There is a python implementation of SSD is here. OpenCV is used in the YOLO implementation. You can train the networks anew for Apples, in case the current versions do not detect them, or your project requires you to build a system from scratch.

find mosquitos' head in the image

I have images of mosquitos similar to these ones and I would like to automatically circle around the head of each mosquito in the images. They are obviously in different orientations and there are random number of them in different images. some error is fine. Any ideas of algorithms to do this?
This problem resembles a face detection problem, so you could try a naïve approach first and refine it if necessary.
First you would need to recreate your training set. For this you would like to extract small images with examples of what is a mosquito head or what is not.
Then you can use those images to train a classification algorithm, be careful to have a balanced training set, since if your data is skewed to one class it would hit the performance of the algorithm. Since images are 2D and algorithms usually just take 1D arrays as input, you will need to arrange your images to that format as well (for instance: http://en.wikipedia.org/wiki/Row-major_order).
I normally use support vector machines, but other algorithms such as logistic regression could make the trick too. If you decide to use support vector machines I strongly recommend you to check libsvm (http://www.csie.ntu.edu.tw/~cjlin/libsvm/), since it's a very mature library with bindings to several programming languages. Also they have a very easy to follow guide targeted to beginners (http://www.csie.ntu.edu.tw/~cjlin/papers/guide/guide.pdf).
If you have enough data, you should be able to avoid tolerance to orientation. If you don't have enough data, then you could create more training rows with some samples rotated, so you would have a more representative training set.
As for the prediction what you could do is given an image, cut it using a grid where each cell has the same dimension that the ones you used on your training set. Then you pass each of this image to the classifier and mark those squares where the classifier gave you a positive output.

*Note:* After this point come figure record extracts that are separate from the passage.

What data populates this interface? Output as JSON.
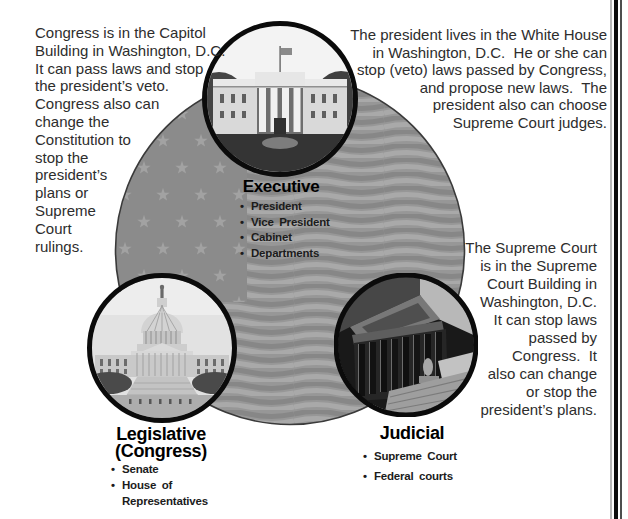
{
  "notes": {
    "congress": "Congress is in the Capitol\nBuilding in Washington, D.C.\nIt can pass laws and stop\nthe president’s veto.\nCongress also can\nchange the\nConstitution to\nstop the\npresident’s\nplans or\nSupreme\nCourt\nrulings.",
    "president": "The president lives in the White House\nin Washington, D.C.  He or she can\nstop (veto) laws passed by Congress,\nand propose new laws.  The\npresident also can choose\nSupreme Court judges.",
    "supreme_court": "The Supreme Court\nis in the Supreme\nCourt Building in\nWashington, D.C.\nIt can stop laws\npassed by\nCongress.  It\nalso can change\nor stop the\npresident’s plans."
  },
  "branches": {
    "executive": {
      "label": "Executive",
      "items": [
        "President",
        "Vice President",
        "Cabinet",
        "Departments"
      ],
      "photo": "white-house"
    },
    "legislative": {
      "label": "Legislative\n(Congress)",
      "items": [
        "Senate",
        "House of\nRepresentatives"
      ],
      "photo": "us-capitol"
    },
    "judicial": {
      "label": "Judicial",
      "items": [
        "Supreme Court",
        "Federal courts"
      ],
      "photo": "supreme-court-building"
    }
  },
  "colors": {
    "page_bg": "#ffffff",
    "flag_circle_base": "#999999",
    "flag_canton": "#8b8b8b",
    "flag_star": "#a2a2a2",
    "flag_wave_dark": "#878787",
    "flag_wave_light": "#a9a9a9",
    "circle_border": "#0b0b0b",
    "body_text": "#2d2d2d",
    "heading_text": "#000000"
  }
}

If you really need circles then take the center of the given square and the radius would be the half of the square side size (sorry for stating the obvious).
So after you do this you might have problems with sizes (some mosquitos might appear closer to the camera than others) , since we are not trained the algorithm to be tolerant to scale. Moreover, even with all mosquitos in the same scale, we still might miss some of them just because they didn't fit in our grid perfectly. To address this, we will need to repeat this procedure (grid cut and predict) rescaling the given image to different sizes. How many sizes? well here you would have to determine that through experimentation.

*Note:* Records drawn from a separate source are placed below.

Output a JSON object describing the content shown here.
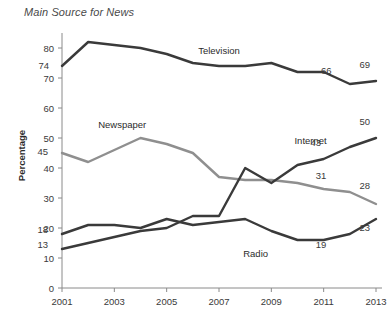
{
  "chart_data": {
    "type": "line",
    "title": "Main Source for News",
    "xlabel": "",
    "ylabel": "Percentage",
    "xlim": [
      2001,
      2013
    ],
    "ylim": [
      0,
      85
    ],
    "y_ticks": [
      0,
      10,
      20,
      30,
      40,
      50,
      60,
      70,
      80
    ],
    "x_ticks": [
      2001,
      2003,
      2005,
      2007,
      2009,
      2011,
      2013
    ],
    "x": [
      2001,
      2002,
      2003,
      2004,
      2005,
      2006,
      2007,
      2008,
      2009,
      2010,
      2011,
      2012,
      2013
    ],
    "grid": false,
    "legend": "inline-annotations",
    "series": [
      {
        "name": "Television",
        "color": "#3a3a3a",
        "values": [
          74,
          82,
          81,
          80,
          78,
          75,
          74,
          74,
          75,
          72,
          72,
          68,
          69
        ],
        "point_labels": [
          {
            "x": 2001,
            "value": 74,
            "text": "74"
          },
          {
            "x": 2011,
            "value": 66,
            "text": "66"
          },
          {
            "x": 2013,
            "value": 69,
            "text": "69"
          }
        ],
        "label_text": "Television"
      },
      {
        "name": "Newspaper",
        "color": "#8f8f8f",
        "values": [
          45,
          42,
          46,
          50,
          48,
          45,
          37,
          36,
          36,
          35,
          33,
          32,
          28
        ],
        "point_labels": [
          {
            "x": 2001,
            "value": 45,
            "text": "45"
          },
          {
            "x": 2011,
            "value": 31,
            "text": "31"
          },
          {
            "x": 2013,
            "value": 28,
            "text": "28"
          }
        ],
        "label_text": "Newspaper"
      },
      {
        "name": "Internet",
        "color": "#3a3a3a",
        "values": [
          13,
          15,
          17,
          19,
          20,
          24,
          24,
          40,
          35,
          41,
          43,
          47,
          50
        ],
        "point_labels": [
          {
            "x": 2001,
            "value": 13,
            "text": "13"
          },
          {
            "x": 2011,
            "value": 43,
            "text": "43"
          },
          {
            "x": 2013,
            "value": 50,
            "text": "50"
          }
        ],
        "label_text": "Internet"
      },
      {
        "name": "Radio",
        "color": "#3a3a3a",
        "values": [
          18,
          21,
          21,
          20,
          23,
          21,
          22,
          23,
          19,
          16,
          16,
          18,
          23
        ],
        "point_labels": [
          {
            "x": 2001,
            "value": 18,
            "text": "18"
          },
          {
            "x": 2011,
            "value": 19,
            "text": "19"
          },
          {
            "x": 2013,
            "value": 23,
            "text": "23"
          }
        ],
        "label_text": "Radio"
      }
    ],
    "annotations": [
      {
        "name": "television-label",
        "text": "Television",
        "x": 2007,
        "y": 78
      },
      {
        "name": "newspaper-label",
        "text": "Newspaper",
        "x": 2003.3,
        "y": 53.5
      },
      {
        "name": "internet-label",
        "text": "Internet",
        "x": 2010.5,
        "y": 48
      },
      {
        "name": "radio-label",
        "text": "Radio",
        "x": 2008.4,
        "y": 10.5
      }
    ],
    "value_callouts": [
      {
        "name": "tv-2001",
        "text": "74",
        "x": 2001,
        "y": 74,
        "dx": -13,
        "dy": 3
      },
      {
        "name": "tv-2011",
        "text": "66",
        "x": 2011.1,
        "y": 71.5,
        "dx": 0,
        "dy": 0
      },
      {
        "name": "tv-2013",
        "text": "69",
        "x": 2013,
        "y": 73.5,
        "dx": -6,
        "dy": 0
      },
      {
        "name": "news-2001",
        "text": "45",
        "x": 2001,
        "y": 45.5,
        "dx": -14,
        "dy": 3
      },
      {
        "name": "news-2011",
        "text": "31",
        "x": 2010.9,
        "y": 36.5,
        "dx": 0,
        "dy": 0
      },
      {
        "name": "news-2013",
        "text": "28",
        "x": 2013,
        "y": 33,
        "dx": -6,
        "dy": 0
      },
      {
        "name": "net-2001",
        "text": "13",
        "x": 2001,
        "y": 14.5,
        "dx": -14,
        "dy": 3
      },
      {
        "name": "net-2011",
        "text": "43",
        "x": 2010.7,
        "y": 47.5,
        "dx": 0,
        "dy": 0
      },
      {
        "name": "net-2013",
        "text": "50",
        "x": 2013,
        "y": 54.5,
        "dx": -6,
        "dy": 0
      },
      {
        "name": "radio-2001",
        "text": "18",
        "x": 2001,
        "y": 19.5,
        "dx": -14,
        "dy": 3
      },
      {
        "name": "radio-2011",
        "text": "19",
        "x": 2010.9,
        "y": 13.5,
        "dx": 0,
        "dy": 0
      },
      {
        "name": "radio-2013",
        "text": "23",
        "x": 2013,
        "y": 19,
        "dx": -6,
        "dy": 0
      }
    ]
  },
  "colors": {
    "axis": "#8a8a8a",
    "dark_series": "#3a3a3a",
    "light_series": "#8f8f8f",
    "text": "#3a3a3a",
    "background": "#ffffff"
  }
}
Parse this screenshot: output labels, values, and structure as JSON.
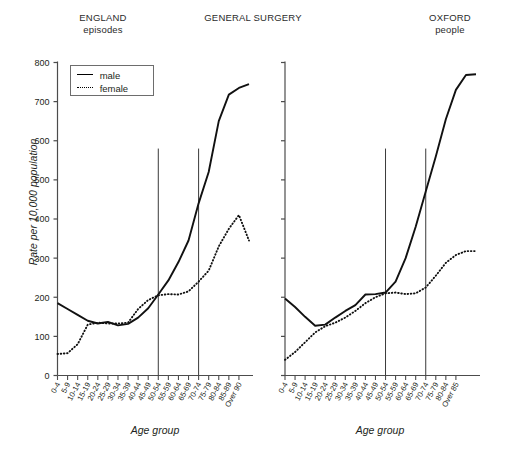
{
  "header": {
    "left_line1": "ENGLAND",
    "left_line2": "episodes",
    "center": "GENERAL SURGERY",
    "right_line1": "OXFORD",
    "right_line2": "people"
  },
  "legend": {
    "male_label": "male",
    "female_label": "female",
    "male_key": "solid-line-icon",
    "female_key": "dotted-line-icon"
  },
  "axis": {
    "y_title": "Rate per 10,000 population",
    "x_title": "Age group",
    "y_ticks": [
      "0",
      "100",
      "200",
      "300",
      "400",
      "500",
      "600",
      "700",
      "800"
    ]
  },
  "chart_data": [
    {
      "type": "line",
      "title": "ENGLAND episodes",
      "panel": "left",
      "xlabel": "Age group",
      "ylabel": "Rate per 10,000 population",
      "ylim": [
        0,
        800
      ],
      "grid": false,
      "legend_position": "top-left",
      "categories": [
        "0-4",
        "5-9",
        "10-14",
        "15-19",
        "20-24",
        "25-29",
        "30-34",
        "35-39",
        "40-44",
        "45-49",
        "50-54",
        "55-59",
        "60-64",
        "65-69",
        "70-74",
        "75-79",
        "80-84",
        "85-89",
        "Over 90"
      ],
      "series": [
        {
          "name": "male",
          "style": "solid",
          "values": [
            185,
            170,
            155,
            140,
            133,
            137,
            128,
            132,
            148,
            172,
            207,
            243,
            290,
            345,
            440,
            520,
            650,
            718,
            735,
            745
          ]
        },
        {
          "name": "female",
          "style": "dotted",
          "values": [
            55,
            57,
            80,
            130,
            135,
            133,
            133,
            135,
            170,
            193,
            205,
            208,
            207,
            215,
            240,
            268,
            330,
            375,
            410,
            345
          ]
        }
      ],
      "reference_lines": [
        {
          "at_category": "50-54",
          "from_value": 0,
          "to_value": 580
        },
        {
          "at_category": "70-74",
          "from_value": 0,
          "to_value": 580
        }
      ]
    },
    {
      "type": "line",
      "title": "OXFORD people",
      "panel": "right",
      "xlabel": "Age group",
      "ylabel": "Rate per 10,000 population",
      "ylim": [
        0,
        800
      ],
      "grid": false,
      "legend_position": "none",
      "categories": [
        "0-4",
        "5-9",
        "10-14",
        "15-19",
        "20-24",
        "25-29",
        "30-34",
        "35-39",
        "40-44",
        "45-49",
        "50-54",
        "55-59",
        "60-64",
        "65-69",
        "70-74",
        "75-79",
        "80-84",
        "Over 85"
      ],
      "series": [
        {
          "name": "male",
          "style": "solid",
          "values": [
            197,
            175,
            150,
            127,
            130,
            148,
            165,
            180,
            207,
            208,
            212,
            240,
            300,
            380,
            470,
            560,
            655,
            730,
            768,
            770
          ]
        },
        {
          "name": "female",
          "style": "dotted",
          "values": [
            40,
            60,
            85,
            110,
            126,
            135,
            148,
            165,
            185,
            200,
            210,
            212,
            208,
            210,
            225,
            255,
            288,
            308,
            318,
            318
          ]
        }
      ],
      "reference_lines": [
        {
          "at_category": "50-54",
          "from_value": 0,
          "to_value": 580
        },
        {
          "at_category": "70-74",
          "from_value": 0,
          "to_value": 580
        }
      ]
    }
  ]
}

This approach is sensitive to the size of the "window" that you are using, that is also something I would recommend you to experiment with.
There are some research may be useful:
A Multistep Approach for Shape Similarity Search in Image Databases
Representation and Detection of Shapes in Images
From the pictures you provided this seems to be an extremely hard image recognition problem, and I doubt you will get anywhere near acceptable recognition rates.

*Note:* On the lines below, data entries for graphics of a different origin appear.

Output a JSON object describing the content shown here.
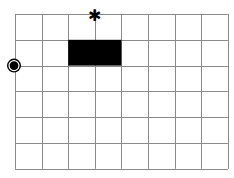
{
  "board": {
    "columns": 8,
    "rows": 6,
    "origin": {
      "x": 15,
      "y": 14
    },
    "cell_width": 26.6,
    "cell_height": 25.8,
    "line_color": "#8a8a8a",
    "background": "#ffffff"
  },
  "pieces": {
    "wall": {
      "col_start": 2,
      "col_end": 4,
      "row_start": 1,
      "row_end": 2,
      "color": "#000000"
    },
    "goal_star": {
      "glyph": "✱",
      "col": 3,
      "row": 0,
      "color": "#000000"
    },
    "player": {
      "col": 0,
      "row": 2,
      "color": "#000000"
    }
  }
}
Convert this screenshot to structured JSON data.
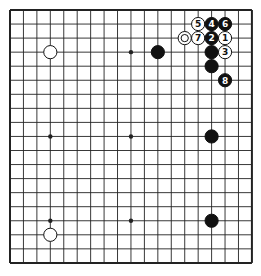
{
  "board": {
    "size": 19,
    "origin_x": 10,
    "origin_y": 10,
    "spacing_x": 13.44,
    "spacing_y": 14.05,
    "line_color": "#222222",
    "border_width": 2,
    "line_width": 0.9,
    "star_points": [
      [
        3,
        3
      ],
      [
        9,
        3
      ],
      [
        15,
        3
      ],
      [
        3,
        9
      ],
      [
        9,
        9
      ],
      [
        15,
        9
      ],
      [
        3,
        15
      ],
      [
        9,
        15
      ],
      [
        15,
        15
      ]
    ]
  },
  "stones": [
    {
      "color": "white",
      "col": 3,
      "row": 3,
      "label": ""
    },
    {
      "color": "black",
      "col": 11,
      "row": 3,
      "label": ""
    },
    {
      "color": "white",
      "col": 14,
      "row": 1,
      "label": "5"
    },
    {
      "color": "black",
      "col": 15,
      "row": 1,
      "label": "4"
    },
    {
      "color": "black",
      "col": 16,
      "row": 1,
      "label": "6"
    },
    {
      "color": "white",
      "col": 13,
      "row": 2,
      "label": "",
      "marker": "circle"
    },
    {
      "color": "white",
      "col": 14,
      "row": 2,
      "label": "7"
    },
    {
      "color": "black",
      "col": 15,
      "row": 2,
      "label": "2"
    },
    {
      "color": "white",
      "col": 16,
      "row": 2,
      "label": "1"
    },
    {
      "color": "black",
      "col": 15,
      "row": 3,
      "label": ""
    },
    {
      "color": "white",
      "col": 16,
      "row": 3,
      "label": "3"
    },
    {
      "color": "black",
      "col": 15,
      "row": 4,
      "label": ""
    },
    {
      "color": "black",
      "col": 16,
      "row": 5,
      "label": "8"
    },
    {
      "color": "black",
      "col": 15,
      "row": 9,
      "label": ""
    },
    {
      "color": "black",
      "col": 15,
      "row": 15,
      "label": ""
    },
    {
      "color": "white",
      "col": 3,
      "row": 16,
      "label": ""
    }
  ]
}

I would recommend a simpler approach:
First, if you have any control over the images, separate the mosquitoes before taking the picture, and use a white unmarked underground, perhaps even something illuminated from below. This will make separating the mosquitoes much easier.
Then threshold the image. For example here i did a quick try taking the red channel, then substracting the blue channel*5, then applying a threshold of 80:
Use morphological dilation and erosion to get rid of the small leg structures.
Identify blobs of the right size to be moquitoes by Connected Component Labeling. If a blob is large enough to be two mosquitoes, cut it out, and apply some more dilation/erosion to it.
Once you have a single blob like this
you can find the direction of the body using Principal Component Analysis. The head should be the part of the body where the cross-section is the thickest.